Trend Alert: NSAs are like CSAs for Urbanites
Community Supported Agriculture has come a long way in a short time. In the practice, a farmer allows families to buy shares of his or her farm in exchange for a guaranteed flow of fresh vegetables. Recently, however, groups of urbanites decided that they want in on the fun. Enter the NSA, or Neighborhood Supported Agriculture.
It's a simple enough concept: grow food in vacant lots, yards, and other small plots, and combine the bounty into one big pot. Not surprisingly, different people have different ideas on how to successfully implement NSAs in their neighborhoods.

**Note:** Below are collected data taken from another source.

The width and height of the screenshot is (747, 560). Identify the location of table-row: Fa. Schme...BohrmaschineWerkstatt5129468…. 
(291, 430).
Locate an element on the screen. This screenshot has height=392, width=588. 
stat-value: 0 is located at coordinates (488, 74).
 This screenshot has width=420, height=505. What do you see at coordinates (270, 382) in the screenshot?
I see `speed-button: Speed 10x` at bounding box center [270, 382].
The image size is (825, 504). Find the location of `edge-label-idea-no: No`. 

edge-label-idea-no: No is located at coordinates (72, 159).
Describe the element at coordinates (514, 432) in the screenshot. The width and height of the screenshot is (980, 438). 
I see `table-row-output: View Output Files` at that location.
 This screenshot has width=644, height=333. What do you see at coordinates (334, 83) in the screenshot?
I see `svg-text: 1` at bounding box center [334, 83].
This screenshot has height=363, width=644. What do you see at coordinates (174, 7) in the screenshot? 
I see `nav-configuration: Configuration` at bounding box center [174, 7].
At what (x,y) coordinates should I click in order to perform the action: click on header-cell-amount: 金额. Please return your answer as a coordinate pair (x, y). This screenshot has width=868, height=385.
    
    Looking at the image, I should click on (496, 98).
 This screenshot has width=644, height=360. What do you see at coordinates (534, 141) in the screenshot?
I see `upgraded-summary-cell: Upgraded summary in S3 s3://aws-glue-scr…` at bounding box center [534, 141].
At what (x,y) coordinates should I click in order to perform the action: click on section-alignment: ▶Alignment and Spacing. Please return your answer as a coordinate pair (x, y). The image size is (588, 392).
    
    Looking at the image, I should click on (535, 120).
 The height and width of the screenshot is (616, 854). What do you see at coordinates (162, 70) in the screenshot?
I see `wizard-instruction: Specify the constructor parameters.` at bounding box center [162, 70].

In Portland, the city's long wait list for community garden space spurred the invention of yard-sharing, in which local residents share their yard space with those who don't have plots of their own. Food not Lawns, another Portland organization, aims to bring the concepts of permaculture and food cycles into low-income communities, breaking the food access barrier that oftentimes limits those of lower socioeconomic status.
Seattle's city council is backing up its local citizens' desire to grow and share food by scrapping laws that prevent people from selling their own backyard produce. Plus, like Portland, Seattle has an "online dating site" that matches would-be gardeners with unused land available for farming. Over in Boulder, CO, where the term NSA was reportedly first mentioned, at least 30 families benefit from the harvest of what they're calling a "multi-plot farm." Put simply, that's 11 backyards and two church lots.

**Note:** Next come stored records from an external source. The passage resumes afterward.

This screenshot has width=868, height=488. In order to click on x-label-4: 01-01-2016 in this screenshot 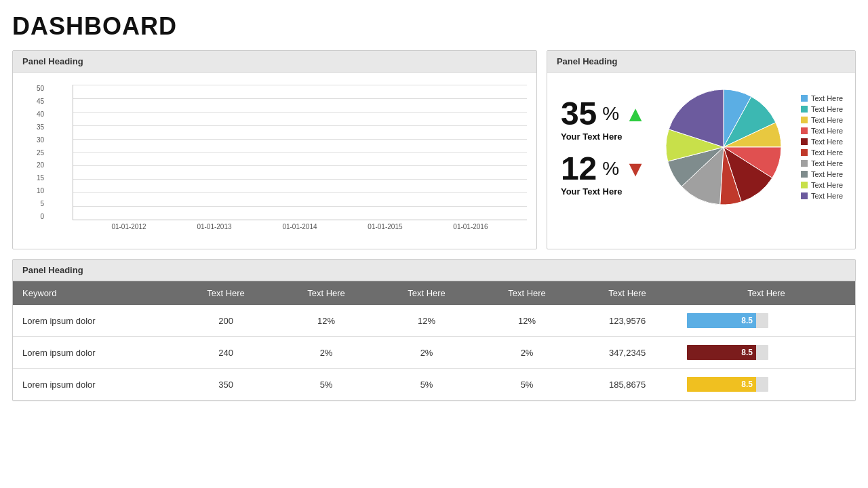, I will do `click(471, 226)`.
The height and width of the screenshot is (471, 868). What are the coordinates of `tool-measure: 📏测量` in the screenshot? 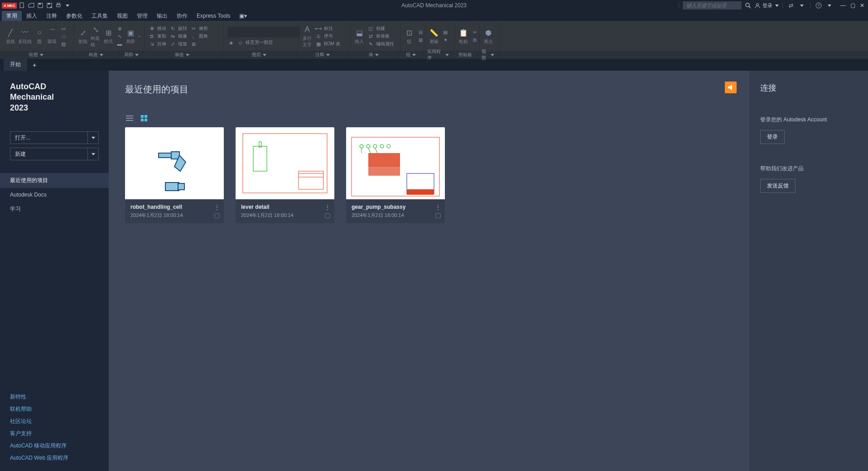 It's located at (434, 36).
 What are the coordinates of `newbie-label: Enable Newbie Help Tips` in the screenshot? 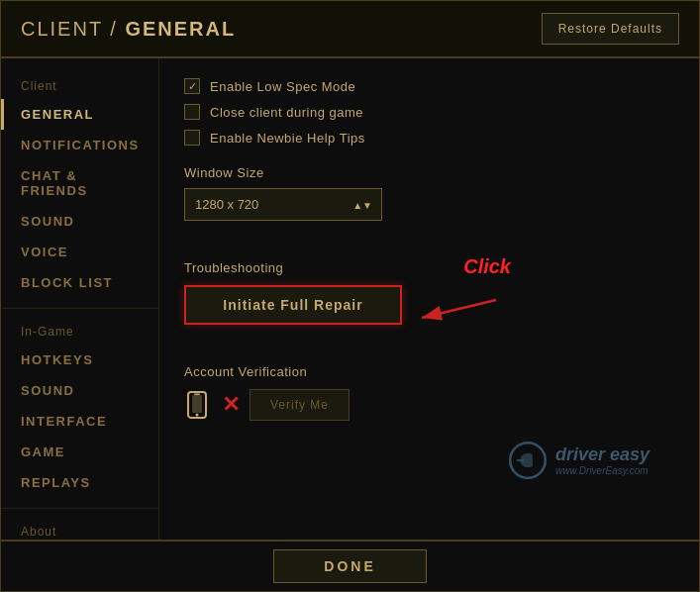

And of course, the Bay Area is weighing in with its winning hand. In San Francisco, former art students Brooke Budner and Caitlyn Galloway created Little City Gardens, an urban micro-farm. Budner told the San Francisco Chronicle that "There are a lot of obstacles in terms of how to enter the food economy as a really small producer." Still, she and Galloway are working hard at their small business and getting hugely noticed in the process. Last season, their salad mix, which includes a range of 25 greens, herbs, and edible flowers, was featured at Bar Tartine, one of the city's foodie hot spots.
At the risk of gushing, I can't explain how exciting this movement is—possibly revolutionary. The benefits are innumerable, but just to name a few: the use of vacant lots, the provision of healthy food in urban food deserts, environmental education within the urban centers, and best of all, folks being right neighborly toward each other. Take that, Archer Daniels Midland! What kind of neighbor are you?